Tracing the Traces: Latent Temporal Signals for Efficient and Accurate Reasoning
Martina G. Vilas, Safoora Yousefi, Besmira Nushi, Eric Horvitz, Vidhisha Balachandran
TL;DR
This work introduces Latent-Trajectory signals, a training-free set of metrics derived from hidden-state trajectories during reasoning traces to predict final-answer accuracy. By segmenting traces into blocks and aggregating per-layer latent states, the authors define Net Change, Cumulative Change, and Aligned Change, which outperform surface or output-based cues in predicting correctness. They demonstrate that LT signals enable more efficient multi-sample inference and enable early selection of high-quality traces, reducing token usage by up to ~70% while maintaining or improving accuracy. The findings offer practical inference-time strategies and contribute to a deeper understanding of how latent representations evolve during reasoning in language models.
Abstract
Reasoning models improve their problem-solving ability through inference-time scaling, allocating more compute via longer token budgets. Identifying which reasoning traces are likely to succeed remains a key opportunity: reliably predicting productive paths can substantially reduce wasted computation and improve overall efficiency. We introduce Latent-Trajectory signals that characterize the temporal evolution of a model's internal representations during the generation of intermediate reasoning tokens. By measuring the overall change in latent representations between the start and end of reasoning, the change accumulated across intermediate steps, and the extent to which these changes advance toward the final state, we show that these signals predict solution accuracy more reliably than both cross-layer metrics and output-based confidence measures. When used to guide answer selection across multiple sampled generations, Latent-Trajectory signals make test-time scaling more effective and efficient than majority voting, reducing token usage by up to 70% while preserving and even improving accuracy by 2.6% on average. Moreover, these predictive signals often emerge early in the reasoning trace, enabling early selection and allocation of compute to the most promising candidates. Our findings contribute not only practical strategies for inference-time efficiency, but also a deeper interpretability perspective on how reasoning processes are represented and differentiated in latent space.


• Exercise brief
Pick every line with "panel" from the material below.

• The input

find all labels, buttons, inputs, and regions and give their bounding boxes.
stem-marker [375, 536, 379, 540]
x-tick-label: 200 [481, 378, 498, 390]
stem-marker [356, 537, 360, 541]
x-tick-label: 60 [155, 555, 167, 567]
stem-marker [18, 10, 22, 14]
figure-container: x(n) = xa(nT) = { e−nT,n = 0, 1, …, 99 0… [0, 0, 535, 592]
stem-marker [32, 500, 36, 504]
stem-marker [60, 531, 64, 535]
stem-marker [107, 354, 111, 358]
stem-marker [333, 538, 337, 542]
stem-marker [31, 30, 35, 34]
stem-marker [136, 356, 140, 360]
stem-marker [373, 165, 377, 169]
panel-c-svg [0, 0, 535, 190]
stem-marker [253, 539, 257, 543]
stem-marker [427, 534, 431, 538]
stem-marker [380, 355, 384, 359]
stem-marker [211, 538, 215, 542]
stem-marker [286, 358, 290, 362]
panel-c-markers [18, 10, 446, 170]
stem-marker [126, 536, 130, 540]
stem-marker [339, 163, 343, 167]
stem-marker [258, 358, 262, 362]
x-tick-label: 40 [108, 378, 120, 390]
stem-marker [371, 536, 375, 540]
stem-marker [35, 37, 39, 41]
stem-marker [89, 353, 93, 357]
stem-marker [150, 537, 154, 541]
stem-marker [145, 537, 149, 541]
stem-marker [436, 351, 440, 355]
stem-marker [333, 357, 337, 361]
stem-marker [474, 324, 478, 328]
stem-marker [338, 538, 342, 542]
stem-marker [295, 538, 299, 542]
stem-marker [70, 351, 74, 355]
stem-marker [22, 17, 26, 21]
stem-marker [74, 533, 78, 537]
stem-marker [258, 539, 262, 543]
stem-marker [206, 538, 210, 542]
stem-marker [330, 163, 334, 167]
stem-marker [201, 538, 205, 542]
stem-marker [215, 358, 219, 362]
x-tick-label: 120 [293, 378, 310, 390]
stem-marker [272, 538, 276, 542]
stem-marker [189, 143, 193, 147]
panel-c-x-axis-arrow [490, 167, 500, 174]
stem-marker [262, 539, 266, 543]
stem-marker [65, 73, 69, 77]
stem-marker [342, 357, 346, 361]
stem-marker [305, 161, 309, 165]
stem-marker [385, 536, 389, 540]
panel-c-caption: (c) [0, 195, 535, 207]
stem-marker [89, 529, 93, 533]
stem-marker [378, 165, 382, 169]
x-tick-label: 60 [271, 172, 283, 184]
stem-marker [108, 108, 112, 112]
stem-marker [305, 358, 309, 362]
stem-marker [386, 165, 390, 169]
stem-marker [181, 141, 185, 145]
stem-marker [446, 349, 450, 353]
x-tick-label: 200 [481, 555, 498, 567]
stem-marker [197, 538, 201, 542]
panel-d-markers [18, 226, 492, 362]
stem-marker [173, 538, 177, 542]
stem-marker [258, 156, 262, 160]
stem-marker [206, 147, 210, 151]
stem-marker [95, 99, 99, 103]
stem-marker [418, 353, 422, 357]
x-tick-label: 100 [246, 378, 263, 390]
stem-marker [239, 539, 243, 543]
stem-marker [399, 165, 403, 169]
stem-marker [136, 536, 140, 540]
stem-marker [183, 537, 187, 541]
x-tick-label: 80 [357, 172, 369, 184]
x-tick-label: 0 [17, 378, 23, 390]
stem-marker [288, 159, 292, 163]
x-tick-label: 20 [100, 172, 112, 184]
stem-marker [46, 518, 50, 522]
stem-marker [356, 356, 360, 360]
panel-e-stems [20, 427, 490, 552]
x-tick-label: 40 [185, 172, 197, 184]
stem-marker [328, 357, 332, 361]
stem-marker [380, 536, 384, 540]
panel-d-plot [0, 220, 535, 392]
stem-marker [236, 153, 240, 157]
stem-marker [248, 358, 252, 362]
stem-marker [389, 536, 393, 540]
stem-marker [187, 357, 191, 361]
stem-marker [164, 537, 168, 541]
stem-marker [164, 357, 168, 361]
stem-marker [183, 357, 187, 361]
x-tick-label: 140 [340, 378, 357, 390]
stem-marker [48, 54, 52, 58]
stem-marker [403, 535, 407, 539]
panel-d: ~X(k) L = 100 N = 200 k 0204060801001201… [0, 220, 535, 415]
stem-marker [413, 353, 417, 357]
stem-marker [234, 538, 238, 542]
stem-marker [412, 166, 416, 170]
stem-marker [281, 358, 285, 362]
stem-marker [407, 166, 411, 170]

• Expected answer
panel-c-svg [0, 0, 535, 190]
panel-c-markers [18, 10, 446, 170]
panel-c-x-axis-arrow [490, 167, 500, 174]
panel-c-caption: (c) [0, 195, 535, 207]
panel-d-markers [18, 226, 492, 362]
panel-e-stems [20, 427, 490, 552]
panel-d-plot [0, 220, 535, 392]
panel-d: ~X(k) L = 100 N = 200 k 0204060801001201… [0, 220, 535, 415]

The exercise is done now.